Identity

By John M. Artz

Chapter 28: The Truth Is...

I sat down trying hard to ignore the empty feeling that was growing inside of me.

"Go ahead Jason. Let me have it."

"Frank Haggerty was not a doctoral student of mine, although he was a student. He worked in academic computing and took some of my classes in computer security. He was very bright and probably could have been a doctoral student, but he got on the bad side of some of the powers here and was forced to leave the university."

"How did that happen?"

"Well, he was really interested in hackers and how the operate. He felt that the best way to protect against hacking was to understand it first hand. So he got together with a few other like minded students and formed a hacking group. They got plugged into some hacker networks and began breaking into a wide variety of corporate computers accessible via the Internet. They kept copious notes on their activities, trying to document all of the trick and techniques known to hackers. I think their original intent was sincere, but it eventually turned sour on them."

"How so?"

"They broke into the university's main computer and changed a few grades to demonstrate how vulnerable the system was. The administration was furious and attempted to expel them. Haggerty's group brought out their journals and tried to show that the break-in was a legitimate activity done with the intent of better understanding security and showing a weakness in the university's system. The university was not impressed. They used the journals against the group citing them as documentation proving the break in. The administration claimed that the security hole could have been demonstrated without actually changing any data, but since data was actually changed, it crossed the line from an academic exercise to a crime."

"That's a pretty weak argument," I observed. "It sounds like the administration was being vindictive."

"That's what most of us here think," Jason continued, "but the administration won and the group was expelled. It was really a shame. They were a very bright and talented group."

"What did this group call themselves?" I asked with apprehension, thinking that I probably already knew the answer.

"These guys were clever on many levels." Jason replied. "There was a group of phone system hackers back in the 1980's that called themselves the Masters of Deception. Frank's group set themselves up in opposition to this kind of hacking and called themselves the Masters of Veracity."

So Frank was connected to the Masters of Veracity. My mind raced as pieces began fitting together. "But how did Frank manage to get his Ph.D.?" I asked, again thinking that I knew the answer. "We always check transcripts and your registrar certainly believes that Frank got a Ph.D. from you guys. So do a lot of other people for that matter."

"Well, that was what I needed to check on." Jason went on. "I checked the university's database and found that it has a record of Frank getting his Ph.D. from us and listed me as his advisor. Yet there is no paper work to back up the entry. Frank or one of his buddies must have hacked into the system and given Frank a doctoral degree. It certainly is a lot easier than doing a dissertation."

My mind drifted for a moment to my discussion of Margaret and how difficult it was today to verify an identity since so much of it relied on electronic information. We are who databases say we are. If the database says you are something else you can become something else. At one level Frank Haggerty was an illusion, a construct. At another level he was the Frank Haggerty that I had shared many pitchers of beer with. Which one was the real Frank Haggerty. Did a question like that even make any sense?

Jason interrupted my thoughts. "Tad, one thing that I am curious about. You said that Frank's name was Franklin V. Haggerty. His transcripts also had him listed that way. But Frank didn't have a middle name. I remember because on one of his applications he put down 'NMI' for his middle name. NMI stands for no middle initial, but we teased him like it was really a name and we were always trying to pronounce it.

"His middle name is Verus." I said. "In fact when I first met him, he introduced himself as Franklin Verus Haggerty, emphasizing his middle name."

Apparently there was some sort of inside joke that Jason was privy too, but I was not. He was laughing convulsively at the other end of the phone. I found it a little annoying but decided that I would have to wait it out if I were going to be let in on it.

"What's so funny, Jason?" I inquired, trying not to sound aggravated.

"You gotta love that Frank." He said, trying to suppress his laughter. "His mind is always working overtime." I could almost see Jason wiping tears of laughter from his eyes.

"When Frank went up before the committee that expelled him, he was outraged and indignant that they questioned his integrity. They handed him the expulsion sentence and in an uncharacteristic outburst of anger he turned on the committee and said - 'I told you that I did not do this break-in with a malicious intent. I told you the truth, and truth is my middle name. You obviously don't know that now. But when you do know, it will be too late.' The committee dismissed him as just another weird computer person. But Verus is Greek for truth. I guess truth is his middle name."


• WORK TO BE COMPLETED:
Beginning at the line with "Describe the element at coordinates (596, 13)" in the records below, return each line up to and including the last, exactly as it stands, but not the pictures.

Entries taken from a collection
........

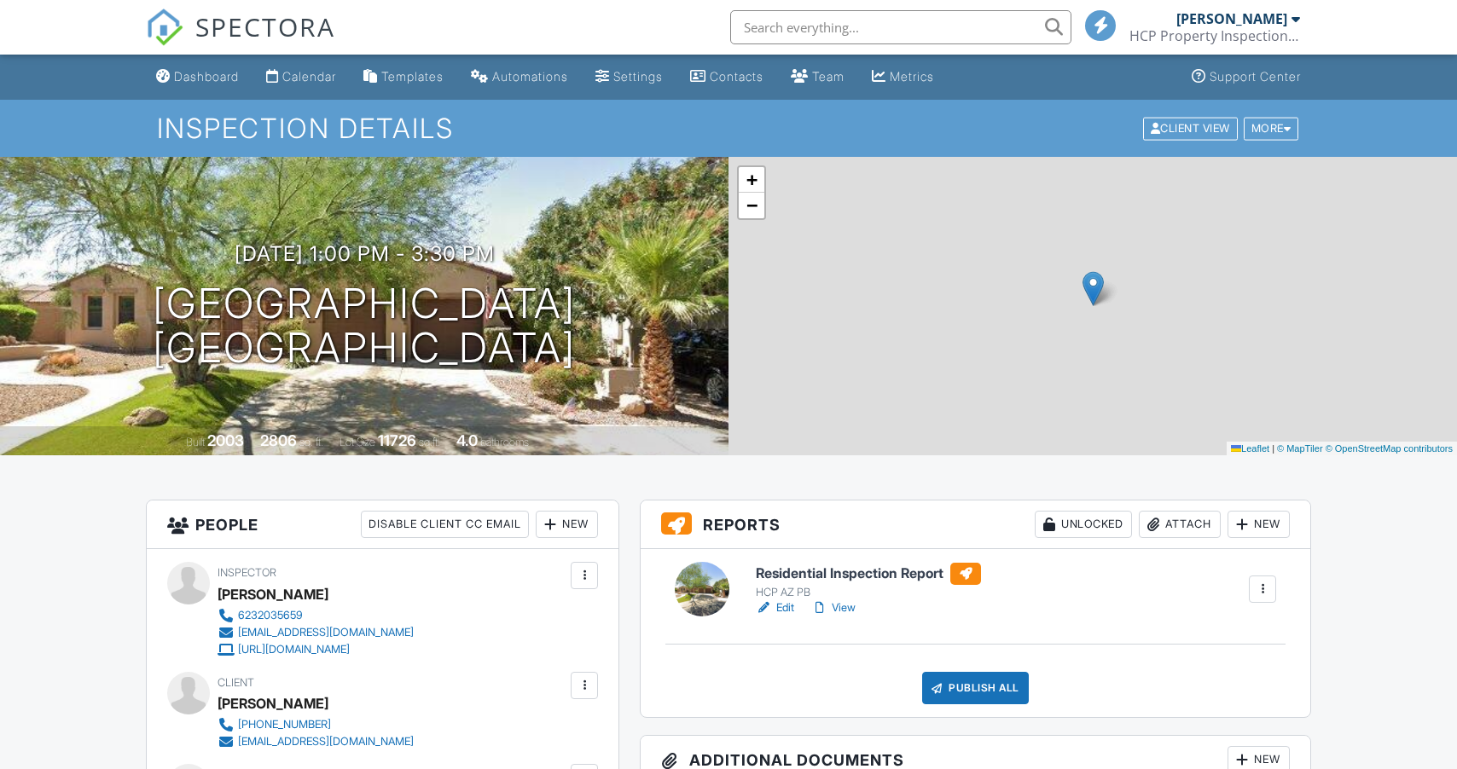 The image size is (1457, 769). I want to click on a: Metrics, so click(902, 77).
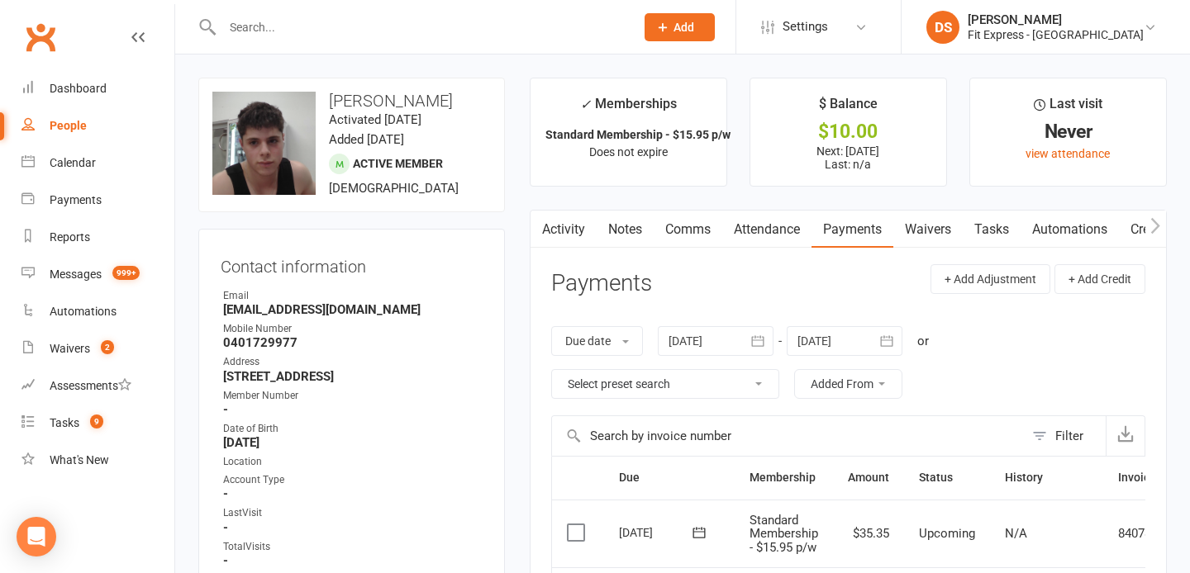 The width and height of the screenshot is (1190, 573). I want to click on a: Clubworx, so click(40, 37).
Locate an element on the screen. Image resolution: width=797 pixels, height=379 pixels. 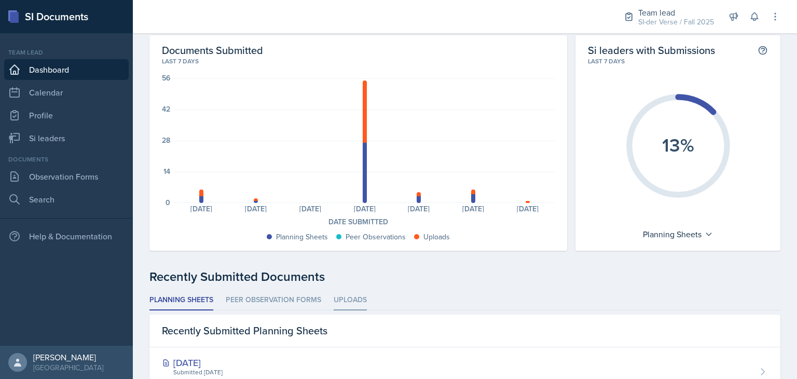
li: Planning Sheets is located at coordinates (181, 300).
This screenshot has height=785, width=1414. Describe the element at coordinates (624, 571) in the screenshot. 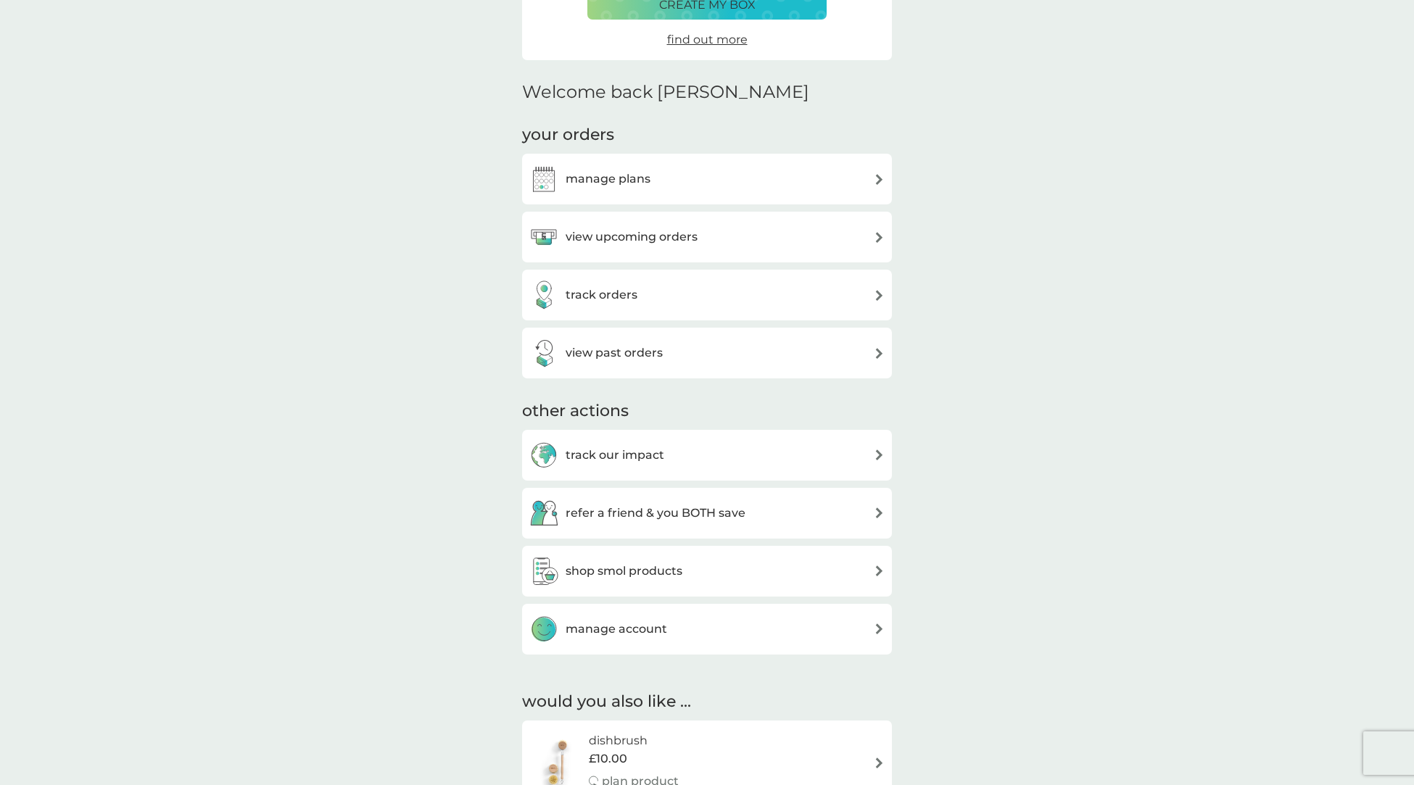

I see `h3: shop smol products` at that location.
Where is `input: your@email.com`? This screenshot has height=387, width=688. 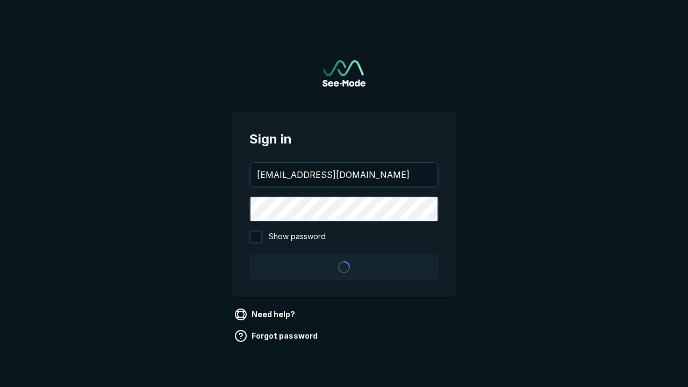 input: your@email.com is located at coordinates (344, 175).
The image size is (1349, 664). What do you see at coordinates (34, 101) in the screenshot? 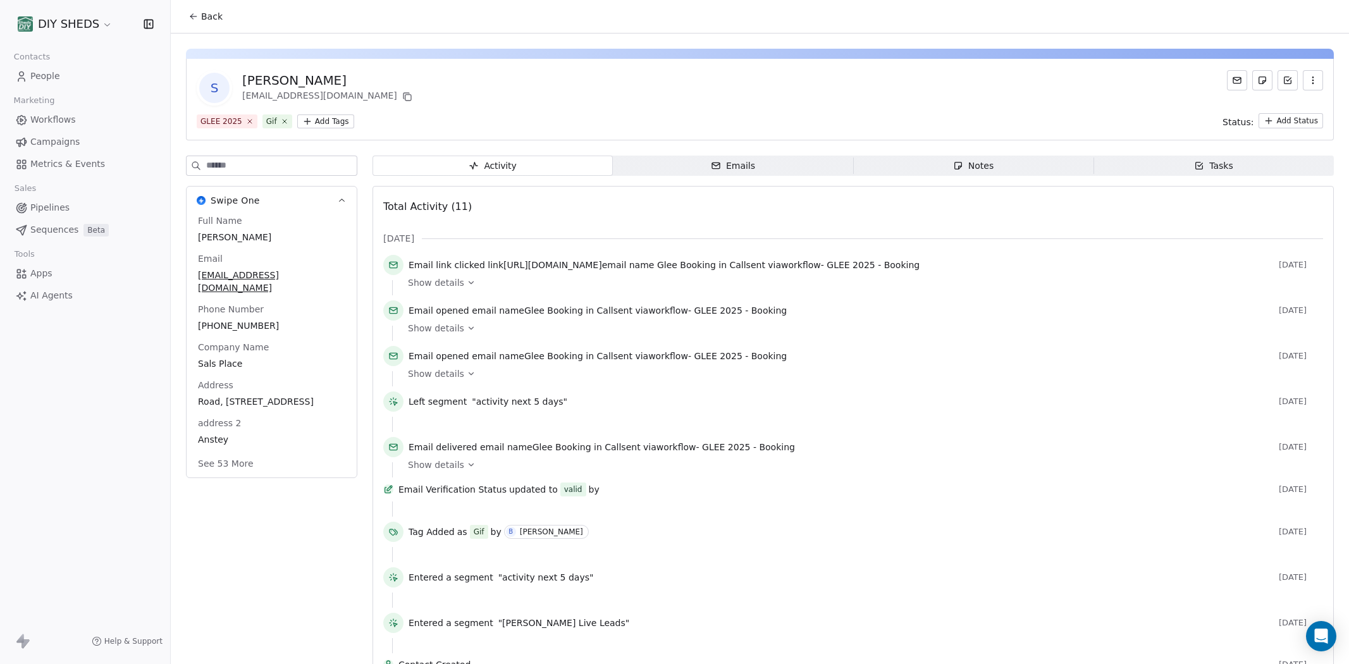
I see `span: Marketing` at bounding box center [34, 101].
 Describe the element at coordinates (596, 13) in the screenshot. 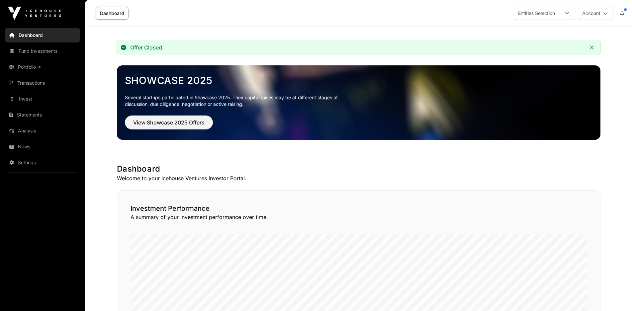

I see `button: Account` at that location.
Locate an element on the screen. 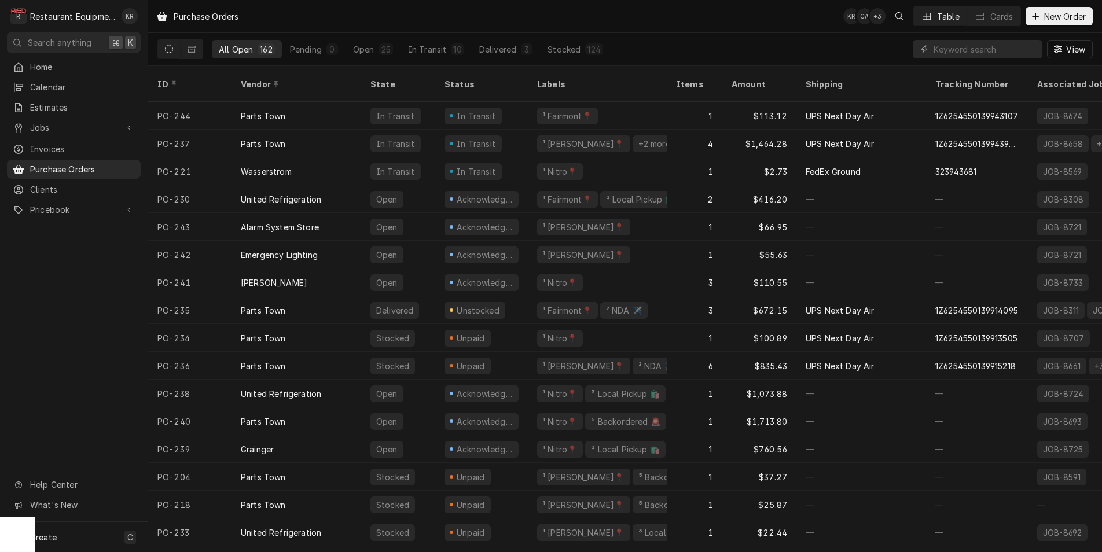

........

• RESPONSE BOX:
 Describe the element at coordinates (596, 13) in the screenshot. 

I see `button: Account` at that location.
Locate an element on the screen. 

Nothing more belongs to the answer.